Ammonia Diversion Sparks Pharma Concerns
The recent advisory prioritizing surplus ammonia for the fertilizer sector is set to introduce significant cost pressures and supply chain volatility for India's pharmaceutical industry. This directive, while aimed at securing fertilizer production, is creating an input squeeze for drugmakers needing ammonia for crucial API synthesis.
Ammonia Allocation Tightens for Pharma
A government advisory now mandates that all urea manufacturing units must sell surplus ammonia exclusively for fertilizer production, prioritizing subsidized fertilizer manufacturers. This aligns with a March 9th order that reserves natural gas for fertilizer plants, naming them Priority Sector II recipients. Pharmexcil Chairman Namit Joshi warned this diversion will cause shortages within the pharmaceutical sector. This comes as the Nifty Pharma index hit a 52-week high, largely due to rising API costs and existing supply chain disruptions. The market reaction highlights the sector's sensitivity to rising input costs and raw material availability issues.
Pharma's Reliance on Ammonia for APIs
Ammonia is a fundamental building block for synthesizing many APIs, intermediates, and drug formulations. Diverting ammonia to fertilizers poses a dual threat: scarcity and inevitable price hikes for this critical raw material. This compounds existing challenges. Geopolitical tensions have already raised freight, insurance, and other input costs, contributing to a roughly 30% surge in API costs by March 2026. India is a global API powerhouse, ranking third worldwide and supplying over 50% of global demand, but its reliance on imported raw materials is a vulnerability. The regulatory shift risks further inflating production costs, potentially eroding India's global competitive edge. Meanwhile, India is advancing green ammonia initiatives, with recent auctions showing domestic prices around $600/mt, aiming for self-reliance. This contrasts with conventional (grey) ammonia, which faces higher international prices and supply risks. However, the immediate concern is securing ammonia for existing production chains.

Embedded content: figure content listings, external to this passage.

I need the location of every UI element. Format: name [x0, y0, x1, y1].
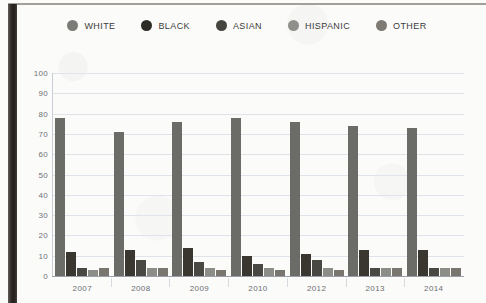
legend-item-hispanic: HISPANIC: [288, 20, 350, 31]
bar-black-2014: [418, 250, 428, 276]
legend-item-white: WHITE: [67, 20, 115, 31]
bar-black-2013: [359, 250, 369, 276]
y-tick-label: 60: [39, 150, 49, 159]
bar-other-2014: [451, 268, 461, 276]
x-tick-label-2008: 2008: [112, 284, 171, 293]
bar-hispanic-2012: [323, 268, 333, 276]
bar-group-2014: [404, 73, 463, 276]
y-tick-label: 40: [39, 191, 49, 200]
y-tick-label: 100: [34, 69, 48, 78]
x-axis-tick-labels: 2007200820092010201220132014: [53, 284, 463, 293]
x-tick-label-2010: 2010: [229, 284, 288, 293]
bar-asian-2010: [253, 264, 263, 276]
y-axis-tick-labels: 1009080706050403020100: [24, 66, 48, 282]
y-tick-label: 50: [39, 171, 49, 180]
bar-group-2007: [53, 73, 112, 276]
y-tick-label: 10: [39, 252, 49, 261]
bar-other-2007: [99, 268, 109, 276]
y-tick-label: 0: [43, 272, 48, 281]
chart-legend: WHITEBLACKASIANHISPANICOTHER: [17, 20, 477, 31]
bar-white-2009: [172, 122, 182, 276]
bar-white-2014: [407, 128, 417, 276]
legend-dot-icon: [288, 20, 299, 31]
y-tick-label: 30: [39, 211, 49, 220]
bar-other-2013: [392, 268, 402, 276]
bar-hispanic-2013: [381, 268, 391, 276]
x-tick-label-2009: 2009: [170, 284, 229, 293]
bar-hispanic-2010: [264, 268, 274, 276]
y-tick-label: 80: [39, 110, 49, 119]
bar-white-2012: [290, 122, 300, 276]
bar-other-2009: [216, 270, 226, 276]
x-axis-baseline: [52, 276, 464, 277]
scanned-chart-page: WHITEBLACKASIANHISPANICOTHER 10090807060…: [0, 0, 486, 303]
bar-hispanic-2008: [147, 268, 157, 276]
scan-top-edge: [8, 3, 486, 5]
x-tick-label-2014: 2014: [404, 284, 463, 293]
bar-group-2008: [112, 73, 171, 276]
y-tick-label: 90: [39, 89, 49, 98]
bar-black-2010: [242, 256, 252, 276]
bar-black-2008: [125, 250, 135, 276]
bar-groups: [53, 73, 463, 276]
legend-item-label: HISPANIC: [305, 21, 350, 31]
scan-binding-edge: [8, 4, 17, 303]
bar-white-2007: [55, 118, 65, 276]
y-tick-label: 20: [39, 231, 49, 240]
bar-group-2009: [170, 73, 229, 276]
bar-asian-2007: [77, 268, 87, 276]
bar-group-2013: [346, 73, 405, 276]
legend-item-label: ASIAN: [233, 21, 262, 31]
bar-asian-2014: [429, 268, 439, 276]
legend-dot-icon: [67, 20, 78, 31]
legend-item-label: OTHER: [393, 21, 427, 31]
legend-dot-icon: [216, 20, 227, 31]
bar-asian-2012: [312, 260, 322, 276]
bar-white-2008: [114, 132, 124, 276]
legend-item-black: BLACK: [141, 20, 190, 31]
bar-other-2010: [275, 270, 285, 276]
bar-black-2009: [183, 248, 193, 276]
bar-black-2012: [301, 254, 311, 276]
legend-dot-icon: [376, 20, 387, 31]
x-tick-label-2012: 2012: [287, 284, 346, 293]
bar-white-2010: [231, 118, 241, 276]
bar-group-2012: [287, 73, 346, 276]
bar-black-2007: [66, 252, 76, 276]
bar-asian-2009: [194, 262, 204, 276]
legend-item-asian: ASIAN: [216, 20, 262, 31]
bar-hispanic-2014: [440, 268, 450, 276]
legend-item-label: WHITE: [84, 21, 115, 31]
bar-other-2012: [334, 270, 344, 276]
bar-asian-2008: [136, 260, 146, 276]
bar-hispanic-2007: [88, 270, 98, 276]
bar-group-2010: [229, 73, 288, 276]
x-tick-label-2013: 2013: [346, 284, 405, 293]
bar-white-2013: [348, 126, 358, 276]
bar-other-2008: [158, 268, 168, 276]
legend-item-other: OTHER: [376, 20, 427, 31]
bar-hispanic-2009: [205, 268, 215, 276]
legend-dot-icon: [141, 20, 152, 31]
y-tick-label: 70: [39, 130, 49, 139]
x-tick-label-2007: 2007: [53, 284, 112, 293]
bar-asian-2013: [370, 268, 380, 276]
legend-item-label: BLACK: [158, 21, 190, 31]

Regulatory Risk Exposes Supply Chain Weakness
The advisory highlights a key vulnerability: India's pharma sector depends on commodity chemicals whose allocation can shift with national policy. Unlike competitors with integrated supply chains, Indian API makers heavily reliant on ammonia from urea production face a significant sourcing gap. Pharmexcil previously flagged depleted inventories of chemicals like propylene, methanol, and ammonia due to geopolitical disruptions, showing supply chain fragility. The Natural Gas (Supply Regulation) Order, 2026, allocates 70% of gas needs to fertilizer plants, establishing a hierarchy where pharmaceutical inputs are secondary. Though India is a dominant API producer, its competitive edge risks erosion if foundational inputs like ammonia become unreliable or too expensive due to regulatory directives. This could disrupt supplier relationships and undermine India's 'pharmacy of the world' standing by impacting global supply of essential medicines. Leading Indian pharma companies like Divi's Laboratories (P/E 68.23), Sun Pharmaceutical Industries (P/E 39.72), and Dr. Reddy's Laboratories (P/E 19.91) have high valuations, making them sensitive to profit margin squeezes from rising input costs.
Industry Outlook Amid Ammonia Uncertainty
Analysts project mixed financial performance for India's pharma sector in FY26. While sector revenue is expected to grow about 12%, net profit is forecast to decline 14% year-on-year, mainly due to rising input costs and market shifts. The recent ammonia allocation directive adds complexity and uncertainty, potentially affecting profit margins and export commitments if not resolved quickly. India's commitment to developing green ammonia capacity offers long-term supply stability, but securing ammonia for current production remains an immediate industry concern.